AIM OF THE EXERCISE
Every record here needs to be written out again exactly.

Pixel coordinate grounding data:
***

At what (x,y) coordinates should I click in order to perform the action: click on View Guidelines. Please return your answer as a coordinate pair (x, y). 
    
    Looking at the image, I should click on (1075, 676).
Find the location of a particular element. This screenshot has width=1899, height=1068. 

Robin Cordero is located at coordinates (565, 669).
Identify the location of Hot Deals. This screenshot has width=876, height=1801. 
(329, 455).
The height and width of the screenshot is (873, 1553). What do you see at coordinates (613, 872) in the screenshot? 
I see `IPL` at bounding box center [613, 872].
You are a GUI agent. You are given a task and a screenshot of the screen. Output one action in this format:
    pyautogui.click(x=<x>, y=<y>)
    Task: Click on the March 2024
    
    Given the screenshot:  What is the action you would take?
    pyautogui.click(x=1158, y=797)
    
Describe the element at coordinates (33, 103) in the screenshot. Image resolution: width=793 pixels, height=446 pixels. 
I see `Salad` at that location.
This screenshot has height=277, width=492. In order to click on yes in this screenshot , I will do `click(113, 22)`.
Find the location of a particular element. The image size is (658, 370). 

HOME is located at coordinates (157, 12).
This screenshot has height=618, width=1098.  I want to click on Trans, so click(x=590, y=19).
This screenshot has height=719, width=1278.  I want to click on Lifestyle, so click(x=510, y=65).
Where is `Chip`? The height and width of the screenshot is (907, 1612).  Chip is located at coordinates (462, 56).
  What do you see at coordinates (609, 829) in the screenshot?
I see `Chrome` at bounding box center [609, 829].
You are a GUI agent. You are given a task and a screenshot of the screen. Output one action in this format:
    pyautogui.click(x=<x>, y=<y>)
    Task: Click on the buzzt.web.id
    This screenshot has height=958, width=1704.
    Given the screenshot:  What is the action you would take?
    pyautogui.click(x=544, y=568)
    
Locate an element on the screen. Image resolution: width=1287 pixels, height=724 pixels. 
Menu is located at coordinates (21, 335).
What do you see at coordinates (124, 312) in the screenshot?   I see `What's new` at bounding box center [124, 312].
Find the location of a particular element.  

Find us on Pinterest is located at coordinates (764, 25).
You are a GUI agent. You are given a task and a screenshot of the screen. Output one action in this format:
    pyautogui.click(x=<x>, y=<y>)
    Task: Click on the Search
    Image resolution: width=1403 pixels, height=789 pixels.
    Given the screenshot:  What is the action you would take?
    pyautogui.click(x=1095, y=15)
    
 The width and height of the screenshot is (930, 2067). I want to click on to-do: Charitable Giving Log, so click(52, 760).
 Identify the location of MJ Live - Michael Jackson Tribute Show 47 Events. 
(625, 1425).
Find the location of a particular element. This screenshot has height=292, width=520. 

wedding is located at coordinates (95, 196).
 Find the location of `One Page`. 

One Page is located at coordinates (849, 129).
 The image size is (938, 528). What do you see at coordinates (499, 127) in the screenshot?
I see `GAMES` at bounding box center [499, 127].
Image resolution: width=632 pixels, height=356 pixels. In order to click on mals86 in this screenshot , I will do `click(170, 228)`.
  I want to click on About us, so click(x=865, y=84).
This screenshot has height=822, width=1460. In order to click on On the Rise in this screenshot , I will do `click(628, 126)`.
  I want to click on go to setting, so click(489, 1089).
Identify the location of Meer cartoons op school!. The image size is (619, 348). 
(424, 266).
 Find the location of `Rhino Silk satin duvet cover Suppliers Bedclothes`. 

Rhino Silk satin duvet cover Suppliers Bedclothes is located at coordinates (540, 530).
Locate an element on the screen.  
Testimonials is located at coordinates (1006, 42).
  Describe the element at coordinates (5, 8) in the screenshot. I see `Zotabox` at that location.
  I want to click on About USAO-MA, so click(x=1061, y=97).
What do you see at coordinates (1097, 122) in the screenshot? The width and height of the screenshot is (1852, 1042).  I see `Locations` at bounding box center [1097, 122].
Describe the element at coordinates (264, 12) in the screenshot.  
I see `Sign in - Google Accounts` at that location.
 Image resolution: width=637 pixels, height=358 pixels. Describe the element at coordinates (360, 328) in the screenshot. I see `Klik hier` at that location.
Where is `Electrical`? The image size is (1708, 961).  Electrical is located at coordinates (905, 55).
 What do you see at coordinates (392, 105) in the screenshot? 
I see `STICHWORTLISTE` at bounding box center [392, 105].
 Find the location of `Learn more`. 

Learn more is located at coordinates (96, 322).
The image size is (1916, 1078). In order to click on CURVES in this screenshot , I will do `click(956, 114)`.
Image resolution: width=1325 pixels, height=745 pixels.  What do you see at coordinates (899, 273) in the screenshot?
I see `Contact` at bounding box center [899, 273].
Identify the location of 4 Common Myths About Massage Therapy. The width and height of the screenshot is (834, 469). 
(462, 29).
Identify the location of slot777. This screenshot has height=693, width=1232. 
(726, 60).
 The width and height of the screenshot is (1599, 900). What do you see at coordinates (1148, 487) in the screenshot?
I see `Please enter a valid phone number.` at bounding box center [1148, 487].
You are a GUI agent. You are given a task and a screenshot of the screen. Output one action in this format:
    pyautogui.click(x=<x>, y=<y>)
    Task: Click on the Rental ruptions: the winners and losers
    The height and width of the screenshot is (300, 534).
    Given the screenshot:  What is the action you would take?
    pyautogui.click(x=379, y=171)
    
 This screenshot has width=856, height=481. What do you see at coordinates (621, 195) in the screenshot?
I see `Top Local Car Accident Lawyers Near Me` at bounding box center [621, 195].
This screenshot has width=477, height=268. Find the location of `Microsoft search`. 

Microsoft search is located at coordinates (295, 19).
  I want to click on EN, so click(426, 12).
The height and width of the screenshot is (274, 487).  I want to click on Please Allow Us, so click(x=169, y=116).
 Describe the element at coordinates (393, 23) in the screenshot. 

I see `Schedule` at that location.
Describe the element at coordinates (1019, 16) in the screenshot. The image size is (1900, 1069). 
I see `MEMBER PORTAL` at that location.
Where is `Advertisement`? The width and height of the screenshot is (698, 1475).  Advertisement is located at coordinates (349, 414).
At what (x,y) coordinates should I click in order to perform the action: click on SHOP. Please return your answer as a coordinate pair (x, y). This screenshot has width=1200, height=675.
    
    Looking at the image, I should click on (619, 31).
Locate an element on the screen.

***

RESPONSE
At what (x,y) coordinates should I click in order to perform the action: click on View Guidelines. Please return your answer as a coordinate pair (x, y). 
    
    Looking at the image, I should click on (1075, 676).
Find the location of a particular element. This screenshot has width=1899, height=1068. 

Robin Cordero is located at coordinates (565, 669).
Identify the location of Hot Deals. This screenshot has width=876, height=1801. 
(329, 455).
The height and width of the screenshot is (873, 1553). What do you see at coordinates (613, 872) in the screenshot? 
I see `IPL` at bounding box center [613, 872].
You are a GUI agent. You are given a task and a screenshot of the screen. Output one action in this format:
    pyautogui.click(x=<x>, y=<y>)
    Task: Click on the March 2024
    
    Given the screenshot:  What is the action you would take?
    pyautogui.click(x=1158, y=797)
    
Describe the element at coordinates (33, 103) in the screenshot. Image resolution: width=793 pixels, height=446 pixels. 
I see `Salad` at that location.
This screenshot has height=277, width=492. In order to click on yes in this screenshot , I will do `click(113, 22)`.
Find the location of a particular element. The image size is (658, 370). 

HOME is located at coordinates (157, 12).
This screenshot has height=618, width=1098.  I want to click on Trans, so click(x=590, y=19).
This screenshot has height=719, width=1278.  I want to click on Lifestyle, so click(x=510, y=65).
Where is `Chip`? The height and width of the screenshot is (907, 1612).  Chip is located at coordinates (462, 56).
  What do you see at coordinates (609, 829) in the screenshot?
I see `Chrome` at bounding box center [609, 829].
You are a GUI agent. You are given a task and a screenshot of the screen. Output one action in this format:
    pyautogui.click(x=<x>, y=<y>)
    Task: Click on the buzzt.web.id
    This screenshot has height=958, width=1704.
    Given the screenshot:  What is the action you would take?
    pyautogui.click(x=544, y=568)
    
Locate an element on the screen. Image resolution: width=1287 pixels, height=724 pixels. 
Menu is located at coordinates (21, 335).
What do you see at coordinates (124, 312) in the screenshot?   I see `What's new` at bounding box center [124, 312].
Find the location of a particular element.  

Find us on Pinterest is located at coordinates (764, 25).
You are a GUI agent. You are given a task and a screenshot of the screen. Output one action in this format:
    pyautogui.click(x=<x>, y=<y>)
    Task: Click on the Search
    Image resolution: width=1403 pixels, height=789 pixels.
    Given the screenshot:  What is the action you would take?
    pyautogui.click(x=1095, y=15)
    
 The width and height of the screenshot is (930, 2067). I want to click on to-do: Charitable Giving Log, so click(52, 760).
 Identify the location of MJ Live - Michael Jackson Tribute Show 47 Events. 
(625, 1425).
Find the location of a particular element. This screenshot has height=292, width=520. 

wedding is located at coordinates (95, 196).
 Find the location of `One Page`. 

One Page is located at coordinates (849, 129).
 The image size is (938, 528). What do you see at coordinates (499, 127) in the screenshot?
I see `GAMES` at bounding box center [499, 127].
Image resolution: width=632 pixels, height=356 pixels. In order to click on mals86 in this screenshot , I will do `click(170, 228)`.
  I want to click on About us, so click(x=865, y=84).
This screenshot has height=822, width=1460. In order to click on On the Rise in this screenshot , I will do `click(628, 126)`.
  I want to click on go to setting, so click(489, 1089).
Identify the location of Meer cartoons op school!. The image size is (619, 348). 
(424, 266).
 Find the location of `Rhino Silk satin duvet cover Suppliers Bedclothes`. 

Rhino Silk satin duvet cover Suppliers Bedclothes is located at coordinates (540, 530).
Locate an element on the screen.  
Testimonials is located at coordinates (1006, 42).
  Describe the element at coordinates (5, 8) in the screenshot. I see `Zotabox` at that location.
  I want to click on About USAO-MA, so click(x=1061, y=97).
What do you see at coordinates (1097, 122) in the screenshot? The width and height of the screenshot is (1852, 1042).  I see `Locations` at bounding box center [1097, 122].
Describe the element at coordinates (264, 12) in the screenshot.  
I see `Sign in - Google Accounts` at that location.
 Image resolution: width=637 pixels, height=358 pixels. Describe the element at coordinates (360, 328) in the screenshot. I see `Klik hier` at that location.
Where is `Electrical`? The image size is (1708, 961).  Electrical is located at coordinates (905, 55).
 What do you see at coordinates (392, 105) in the screenshot? 
I see `STICHWORTLISTE` at bounding box center [392, 105].
 Find the location of `Learn more`. 

Learn more is located at coordinates (96, 322).
The image size is (1916, 1078). In order to click on CURVES in this screenshot , I will do `click(956, 114)`.
Image resolution: width=1325 pixels, height=745 pixels.  What do you see at coordinates (899, 273) in the screenshot?
I see `Contact` at bounding box center [899, 273].
Identify the location of 4 Common Myths About Massage Therapy. The width and height of the screenshot is (834, 469). 
(462, 29).
Identify the location of slot777. This screenshot has height=693, width=1232. 
(726, 60).
 The width and height of the screenshot is (1599, 900). What do you see at coordinates (1148, 487) in the screenshot?
I see `Please enter a valid phone number.` at bounding box center [1148, 487].
You are a GUI agent. You are given a task and a screenshot of the screen. Output one action in this format:
    pyautogui.click(x=<x>, y=<y>)
    Task: Click on the Rental ruptions: the winners and losers
    The height and width of the screenshot is (300, 534).
    Given the screenshot:  What is the action you would take?
    pyautogui.click(x=379, y=171)
    
 This screenshot has width=856, height=481. What do you see at coordinates (621, 195) in the screenshot?
I see `Top Local Car Accident Lawyers Near Me` at bounding box center [621, 195].
This screenshot has width=477, height=268. Find the location of `Microsoft search`. 

Microsoft search is located at coordinates (295, 19).
  I want to click on EN, so click(426, 12).
The height and width of the screenshot is (274, 487).  I want to click on Please Allow Us, so click(x=169, y=116).
 Describe the element at coordinates (393, 23) in the screenshot. 

I see `Schedule` at that location.
Describe the element at coordinates (1019, 16) in the screenshot. The image size is (1900, 1069). 
I see `MEMBER PORTAL` at that location.
Where is `Advertisement`? The width and height of the screenshot is (698, 1475).  Advertisement is located at coordinates (349, 414).
At what (x,y) coordinates should I click in order to perform the action: click on SHOP. Please return your answer as a coordinate pair (x, y). This screenshot has width=1200, height=675.
    
    Looking at the image, I should click on (619, 31).
Locate an element on the screen.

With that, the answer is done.